The Craven Road bungalow is conceived as an air-filled home, where the movement of natural light through the space marks the passage of time. Photo by doublespace photography
Interior of Craven Road Micro House. Photo by doublespace photography

Moryoussef’s Craven Road Micro House, completed for a retired public school teacher, is a one-storey, 17-foot-wide house that is given ample light and spaciousness with a careful arrangement of windows, including a sawtooth roof.

“I conceived of a home filled with light, air, and the passage of time,” writes Moryoussef. “I obsessed over every inch to give Laurel small luxuries like a separate bath and shower and proper entryway to take off her shoes and hang her coat; I sourced salvaged kitchen appliances from a demolition site and simplified the millwork so that she could afford trees. I studied window placements to ensure light came in from all directions, but seldom directly, and that Laurel could look outside, but the outside world could not stare in.”

“It’s a simple idea, constructed with ordinary building materials—but a beautiful idea that’s executed beautifully,” wrote Alex Bozikovic of the house in the Globe and Mail. “Judging from this house, [Anya Moryoussef] can turn something small into something very grand.”
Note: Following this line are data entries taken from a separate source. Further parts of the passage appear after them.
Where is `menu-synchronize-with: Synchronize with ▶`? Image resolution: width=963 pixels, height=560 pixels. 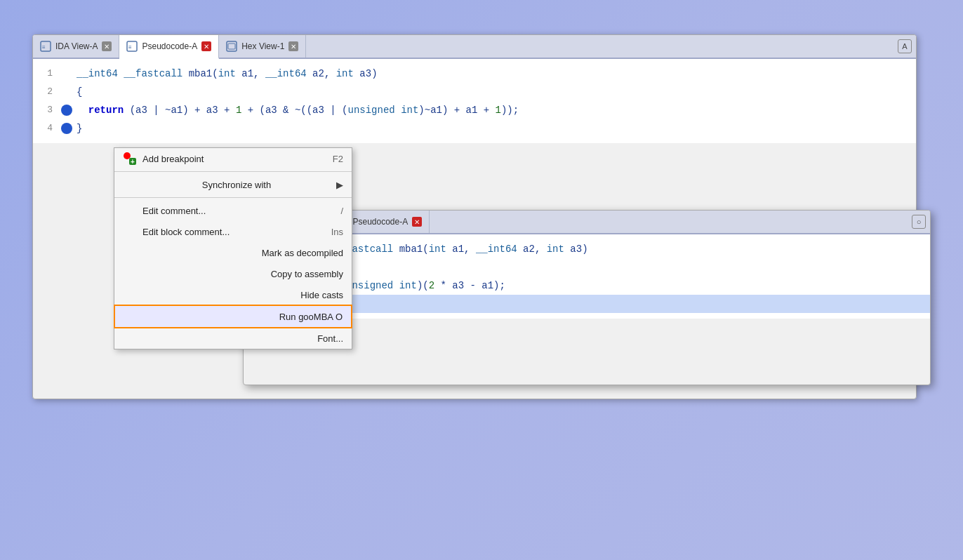 menu-synchronize-with: Synchronize with ▶ is located at coordinates (233, 185).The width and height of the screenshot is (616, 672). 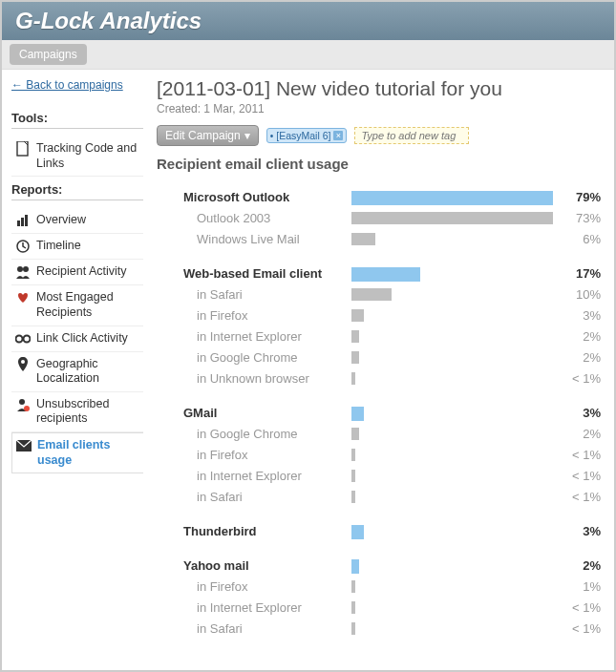 I want to click on campaign-created: Created: 1 Mar, 2011, so click(x=380, y=109).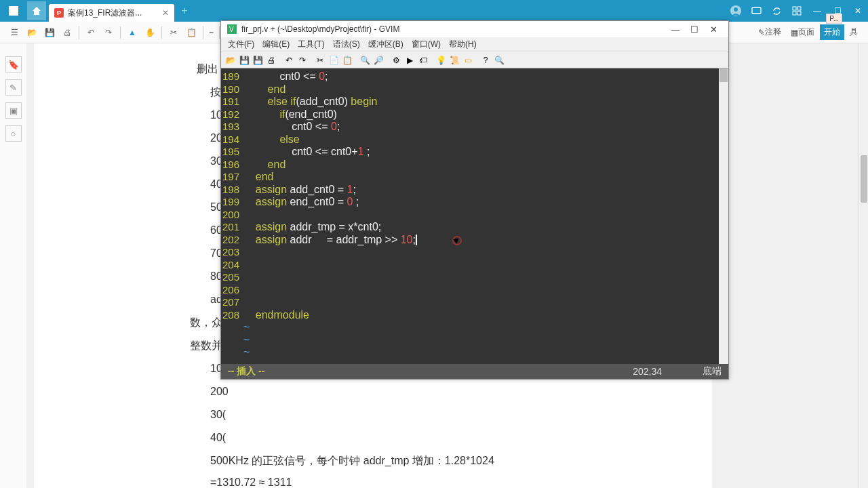 Image resolution: width=868 pixels, height=488 pixels. I want to click on zoom-out-button: −, so click(212, 33).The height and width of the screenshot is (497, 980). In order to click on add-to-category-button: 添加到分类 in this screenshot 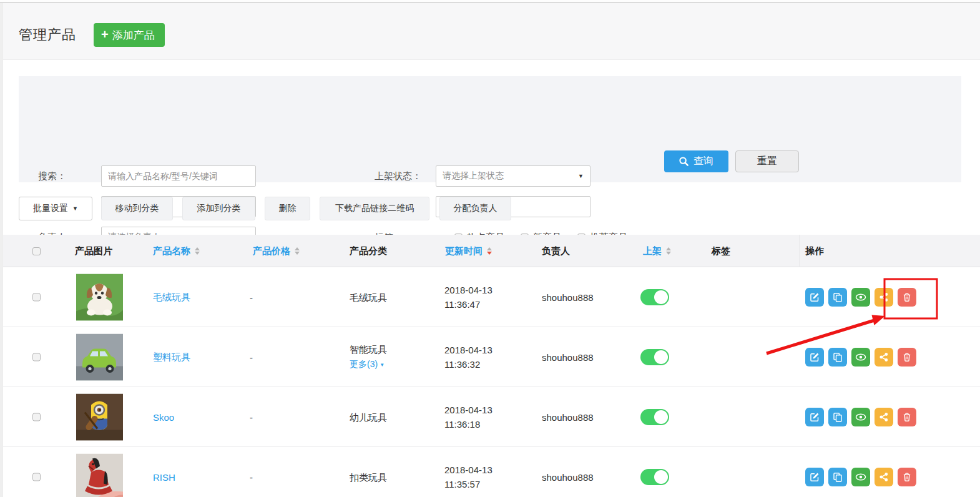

Jury Comments :: Anya Moryoussef’s work and intellectual approach are distinguished by the sensitivity and clarity of the goals she seems to have set for the profession of architecture. Throughout her career, Moryoussef has demonstrated an enduring commitment to design excellence along with the skills to achieve not only well-designed buildings, but to design architecture that addresses the principles of social justice and social equity. 

From simple pavilions to homes and public buildings, her work has shown itself to be highly attuned to her clients’ needs and budgets, while time and again creating designs of a high calibre, precisely detailed, and beautifully executed. Moryoussef is an immensely talented and determined architect who has demonstrated the success of clear and focused commitments to the pursuit of design excellence and a deep connection with her clients. Her designs exhibit incredible skill, restraint, and innate understanding of materials.

She has earned the respect and admiration of her peers through her joy for her work, her design achievements, and her devotion to architectural education. Moryoussef is already giving back to her profession, sharing her knowledge and experience with the next generation.

The jurors for this award were Susan Ruptash (FRAIC), André Perrotte (FIRAC), Drew Adams (MRAIC), Marie-Odile Marceau (FIRAC), and Susan Fitzgerald (FRAIC).